Arsène Wenger’s transfer dealings have been nothing short of shocking in some instances. The Goalkeeping situation has been a constant source of embarrassment, and for some to say they would prefer Szczesny over Cech shows the level to which we have sunk. If your intentions are to compete and overtake the likes of MU, buying a player they no longer deem good enough is not going to close the gap. It is not an intelligent use of resources.
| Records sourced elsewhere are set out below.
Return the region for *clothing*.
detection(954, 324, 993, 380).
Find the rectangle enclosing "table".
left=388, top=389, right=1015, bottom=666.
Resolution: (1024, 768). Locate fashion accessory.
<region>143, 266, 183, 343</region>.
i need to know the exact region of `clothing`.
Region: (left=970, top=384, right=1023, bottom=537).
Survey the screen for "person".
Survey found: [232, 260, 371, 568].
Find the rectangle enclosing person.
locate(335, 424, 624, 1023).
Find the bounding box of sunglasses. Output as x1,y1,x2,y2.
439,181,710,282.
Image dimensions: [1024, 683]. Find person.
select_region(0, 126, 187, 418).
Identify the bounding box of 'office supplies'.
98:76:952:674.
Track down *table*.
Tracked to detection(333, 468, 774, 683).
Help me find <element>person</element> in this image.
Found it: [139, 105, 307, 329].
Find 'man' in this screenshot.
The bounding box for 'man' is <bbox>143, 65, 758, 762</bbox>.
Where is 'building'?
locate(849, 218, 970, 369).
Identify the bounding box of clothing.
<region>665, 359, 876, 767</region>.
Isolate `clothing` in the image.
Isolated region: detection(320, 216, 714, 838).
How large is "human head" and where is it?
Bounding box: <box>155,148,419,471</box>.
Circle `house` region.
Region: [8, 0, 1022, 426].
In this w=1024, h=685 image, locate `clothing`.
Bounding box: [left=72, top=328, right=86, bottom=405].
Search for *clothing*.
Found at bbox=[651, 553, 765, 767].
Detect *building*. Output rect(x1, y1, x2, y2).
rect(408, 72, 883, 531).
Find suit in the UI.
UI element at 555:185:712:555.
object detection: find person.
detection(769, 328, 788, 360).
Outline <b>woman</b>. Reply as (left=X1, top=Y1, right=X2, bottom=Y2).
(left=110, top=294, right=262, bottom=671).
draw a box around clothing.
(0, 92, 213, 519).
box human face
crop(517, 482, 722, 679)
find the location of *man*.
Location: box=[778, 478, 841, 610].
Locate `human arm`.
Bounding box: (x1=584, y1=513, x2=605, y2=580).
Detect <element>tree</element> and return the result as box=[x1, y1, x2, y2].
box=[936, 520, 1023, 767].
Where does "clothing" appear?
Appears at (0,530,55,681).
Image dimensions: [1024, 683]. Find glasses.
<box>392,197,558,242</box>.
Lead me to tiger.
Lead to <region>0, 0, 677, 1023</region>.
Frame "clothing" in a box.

For all those that claim we had no money during this period, I don’t think Arsenal were ever in danger of going into administration. There was money available to waste on Walcott, Rosicky, Nasri, Arshavin, Adebayor, Gervinho and Park, and still plenty left over to buy Ramsey, Vermaelen, Koscielny, Hleb, Eduardo, and pay Chamakh’s wages. There was still more money to waste on bringing Sol Campbell back on loan, a retired Goalkeeper the following season, and Thierry Henry back this year. It probably cost Arsenal as much to bring Henry back as Everton paid for Jelavic. And lest we forget big-money flops such as Richard Wright, Francis Jeffers and Jose Antonio Reyes. So that dispels the myth that we had no money!
Tactically Arsène Wenger keeps getting sussed-out by any manager with half a brain, and yet he won’t change or modify them, even when the whole world is watching it horribly unravel. He allowed Drogba to terrorise us and ruin Senderos’ Arsenal career, without ever considering that something different might be required to counter Drogba’s threat. Changing nothing is either foolhardy, and accepting defeat, or gambling on the same principle that has failed you so many times before. And every time an opponent works us out, we have nothing and nobody that can swing the momentum back in our favour. It is the same reason we have failed every ‘acid’ test. We secure pleasing ‘little’ victories occasionally, against Barcelona and MU, but the war has been lost long before.
Two things have struck me over the last fortnight. The first was on the last Sunday of the season, the contrast between MU and Arsenal. MU were seething with rage at seeing the title go, whereas Arsenal were jubilant at finishing 19 points behind MU and securing third.
The second was watching Bayern v Chelsea. No-one has championed African Footballers more than Arsène Wenger, and Zinedine Zidane, Lillian Thuram, George Weah and Samuel Eto’o are up among the best. But none of Arsène Wenger’s buys, African or otherwise, have ever shown the passion, desire/hunger, and commitment that Didier Drogba showed for Chelsea. There’s not one player at Arsenal who is prepared to put the same sort of shift in that Drogba put in against Munich. The same sort of appetite Rooney shows for MU, but something over-looked or not considered important enough at Arsenal.
How will Arsenal respond to Chelsea winning the European Cup?The rest of Europe’s big guns will undoubtedly launch a response, but with many fans sharing the BoD’s delight at scraping through, Arsene Wenger remains the only manager at a major club with absolutely no pressure to deliver success.
Is it acceptable for any football club to have a manager who is under no pressure to succeed? Do Arsenal supporters deserve it?
Given how divided the fans are, is Arsène Wenger now doing more harm than good, and are we slipping further away from those at the very top?
If you are still satisfied with Arsène Wenger’s overall performance, and the BoD’s ambitions are mirroring your own, this Post is redundant. But it can never hurt to have a clean, open debate about matters that strike at the very heart of our club, even if sometimes I/we are wrong. We are students and teachers in equal measure and I have enough humility to concede I can sometimes be totally wrong.
Love and peace to everyone of the Arsenal family.
Written by Herb
Страшно добри поенти има батево. Се слагам со секој збор што го има пишано.
Се извинувам што не го преведов али го здоглеав седејки у канцеларија и морав да го постирам.